I don't know about the rest of you but on my Mac, AWT's file chooser looks pretty much like the real deal and AWT buttons look a lot more native than Swing ones.
The problem I have at work is that I often run into warnings which someone else suppressed because they didn't understand what it was saying. So I guess whether a warning has merit is a subjective matter. :/
I tried searching the local (Australia) giant hardware store's web site and the first hit for "painting tape" is a product labeled as "masking tape", so I guess that's that. ;) Good old terminology differences between regions, I suspect. People are really picky about what counts as gaffer tape as well, depending on where they live.
Maybe in Poland they experience the problems so frequently that they have simply gotten used to it. In English stuff, it makes me cringe every time I see something like "item(s)". Our Arabic translation has similar dodgy stuff going on, and it's one of the things which Crowdin detect as a potential problem - translation contains some punctuation when the original didn't.
"Why the hate for JSON?" No support for human-readable comments, crap escaping of Unicode, and a weird syntax requiring me to quote the keys even though they never contain whitespace.
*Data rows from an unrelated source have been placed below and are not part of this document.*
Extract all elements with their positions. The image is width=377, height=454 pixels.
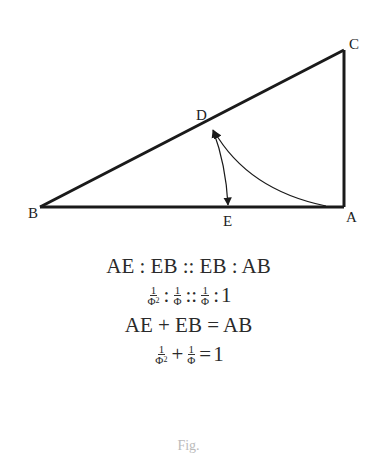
label-a: A [346,209,357,225]
fraction-one-over-phi-squared: 1 Φ2 [154,344,168,365]
label-b: B [28,205,38,221]
arc-a-to-d [214,131,326,206]
side-bc-hypotenuse [40,50,344,207]
fraction-one-over-phi: 1 Φ [200,285,210,306]
label-e: E [223,213,232,229]
label-d: D [196,107,207,123]
equation-proportion-phi: 1 Φ2 : 1 Φ :: 1 Φ : 1 [0,283,377,308]
equation-sum: AE + EB = AB [0,313,377,338]
golden-ratio-triangle-diagram: B A C D E [0,0,377,235]
equation-sum-phi: 1 Φ2 + 1 Φ = 1 [0,342,377,367]
equation-proportion: AE : EB :: EB : AB [0,254,377,279]
fraction-one-over-phi: 1 Φ [172,285,182,306]
fraction-one-over-phi-squared: 1 Φ2 [147,285,161,306]
label-c: C [349,36,359,52]
fraction-one-over-phi: 1 Φ [186,344,196,365]
figure-caption-cut-off: Fig. [0,438,377,454]
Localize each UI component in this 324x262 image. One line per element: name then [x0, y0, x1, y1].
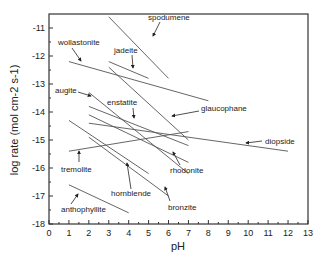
x-axis-label: pH	[171, 240, 185, 252]
line-jadeite	[109, 62, 149, 79]
y-tick-label: -15	[32, 135, 45, 145]
x-tick-label: 1	[66, 228, 71, 238]
line-annotations: spodumene wollastonite jadeite augite en…	[55, 13, 295, 214]
x-tick-label: 5	[146, 228, 151, 238]
x-tick-label: 13	[303, 228, 313, 238]
y-axis-label: log rate (mol cm-2 s-1)	[8, 65, 20, 176]
y-tick-label: -14	[32, 107, 45, 117]
label-wollastonite: wollastonite	[57, 38, 100, 47]
label-glaucophane: glaucophane	[201, 104, 247, 113]
x-tick-label: 0	[46, 228, 51, 238]
x-tick-label: 2	[86, 228, 91, 238]
x-tick-label: 9	[226, 228, 231, 238]
y-tick-label: -16	[32, 163, 45, 173]
y-tick-label: -17	[32, 191, 45, 201]
x-tick-label: 7	[186, 228, 191, 238]
x-tick-label: 3	[106, 228, 111, 238]
x-tick-label: 12	[283, 228, 293, 238]
y-tick-label: -11	[33, 23, 45, 33]
line-bronzite	[89, 137, 169, 196]
label-anthophyllite: anthophyllite	[61, 205, 106, 214]
label-augite: augite	[55, 86, 77, 95]
dissolution-rate-chart: 012345678910111213 -11-12-13-14-15-16-17…	[0, 0, 324, 262]
line-tremolite	[69, 132, 189, 152]
label-spodumene: spodumene	[148, 13, 190, 22]
label-jadeite: jadeite	[113, 46, 138, 55]
line-augite	[89, 92, 189, 173]
label-enstatite: enstatite	[107, 98, 138, 107]
x-tick-label: 6	[166, 228, 171, 238]
label-bronzite: bronzite	[168, 203, 197, 212]
label-rhodonite: rhodonite	[170, 166, 204, 175]
x-axis-ticks: 012345678910111213	[46, 220, 312, 238]
y-axis-ticks: -11-12-13-14-15-16-17-18	[32, 23, 53, 229]
label-hornblende: hornblende	[111, 189, 152, 198]
x-tick-label: 11	[263, 228, 272, 238]
x-tick-label: 4	[126, 228, 131, 238]
line-rhodonite	[89, 115, 189, 163]
x-tick-label: 10	[243, 228, 253, 238]
line-diopside	[89, 123, 288, 151]
label-diopside: diopside	[265, 137, 295, 146]
y-tick-label: -18	[32, 219, 45, 229]
x-tick-label: 8	[206, 228, 211, 238]
y-tick-label: -13	[32, 79, 45, 89]
label-tremolite: tremolite	[61, 165, 92, 174]
y-tick-label: -12	[32, 51, 45, 61]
Plus the usual inability to extend things because nobody thought about namespacing... by the time you resolve that one, you end up with something that looks even worse than XML did in the first place, all for what, the benefit of avoiding some angle brackets?
So we're saying we can ignore Polish plurals because they could reorder the entire thing to put it in a place where the plural isn't necessary, I guess.
I guess you also have to worry about languages which might use a completely different character set to format numbers for formal documents, like 大字 in Japanese.
The most amusing thing I think about this answer is the implication that we have some kind of product owners, or people who know the requirements when they file the tickets. How much easier would software development be if this were the case! lol... Not saying the answer is bad, though.